A whole-house renovation typically lands between £1,800 and £3,000 per square metre depending on condition, listed status and finish level. We survey before quoting and don't price by guesswork.
How long does a renovation take?
Single rooms in weeks, kitchens in two to three months, whole-house renovations in six to fourteen months depending on size and listed status.
Can I live in the house during the work?
Sometimes yes, often no. Single-room remodels and phased work can be liveable; whole-house renovations involving rewires, replumbing or floor lifting almost never are. We're honest about this at the brief.

Local context

Why Egloskerry is its own job.

The planning backdrop in East Cornwall is real, not abstract: open-countryside policy, access lanes, drainage and agricultural building history all need to be addressed before drawings go too far. For renovation specifically, Cornwall Council's Local Plan applies tighter tests to isolated rural dwellings here, so design rationale and policy fit need to be set out clearly from the outset. Treat the PL15 parish brief as the design brief and the Egloskerry application has somewhere to land. Whether the project is on converted barns in the centre or further out toward Launceston, the renovation response is locally tuned.

Planning note

Most Cornish renovations don't need planning — but listed status, curtilage listing, Conservation Area designation and material changes can all change that picture.

What we focus on

Renovations considerations specific to Egloskerry.

  • 01

    Damp in Cornish cottages is usually a moisture management problem, not a chemical injection problem — fixing the cause is cheaper long term than treating the symptom.

  • 02

    Older Cornish properties are often built with cob, rubble or solid granite — modern insulation strategies that work in cavity walls cause damp problems in solid construction. Breathable build-ups matter.

  • 03

    Listed and curtilage-listed properties need Listed Building Consent for many internal alterations that wouldn't normally need approval.

  • 04

    Original fireplaces, slate floors, beams and joinery are often worth rescuing; the design conversation should start with what stays, not what goes.

Our process

How a Egloskerry renovation project runs.

  1. Step 1

    Survey

    Measured survey, condition assessment, services check and listed status review.

  2. Step 2

    Design

    Layout options, material strategy and a clear list of what stays and what changes.

  3. Step 3

    Approvals

    Listed Building Consent and building regulations as needed.

  4. Step 4

    Strip-out and works

    Carefully sequenced demolition, structural works and rebuild.

  5. Step 5

    Finish and handover

    Joinery, decoration, snagging and documentation pack.

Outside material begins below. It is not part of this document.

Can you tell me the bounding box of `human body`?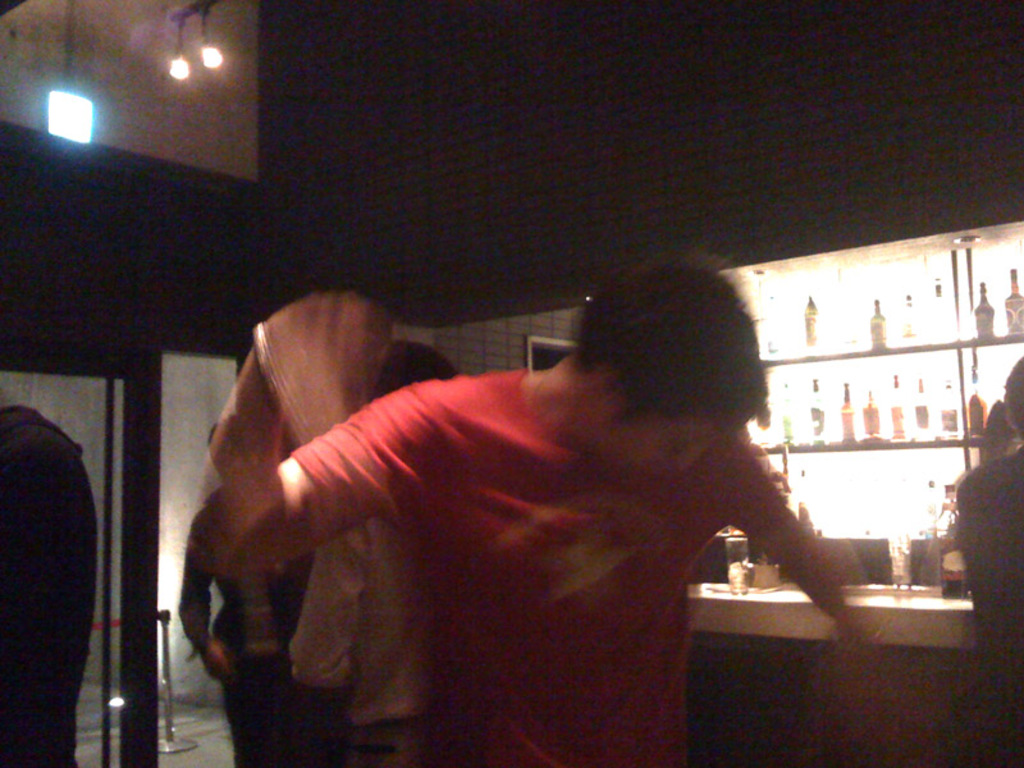
<region>260, 212, 860, 748</region>.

Whole-house renovations typically run six to fourteen months on site; partial remodels two to four months.

Local fabric

Choosing a renovation team that actually knows PL15.

Building stock

Across Egloskerry (PL15) we work on farmhouses, converted barns, rural cottages, smallholdings, scattered modern homes. Each stock type drives a different renovation response — converted barns in particular needs careful detailing here.

Parish & policy

Egloskerry sits in the parish of Egloskerry, which matters for how parish-level consultation lands on a renovation application.

Coverage

We cover PL15 from our studio, with regular renovation jobs also running in Launceston, Warbstow, North Petherwin. Most Egloskerry site visits get booked within the same week.

What does a first Egloskerry consultation cost?

Nothing. We come to the property, walk the site, talk through what works on a PL15 plot and follow up with a written feasibility note inside a week — no obligation either way.

Request a free visit

Egloskerry is part of Launceston

Egloskerry sits inside the Launceston catchment — we cover both as one renovation territory.

See Renovations in Launceston

The renovation jobs we're proudest of in Egloskerry are the ones where the planning route was clear before a single elevation was drawn.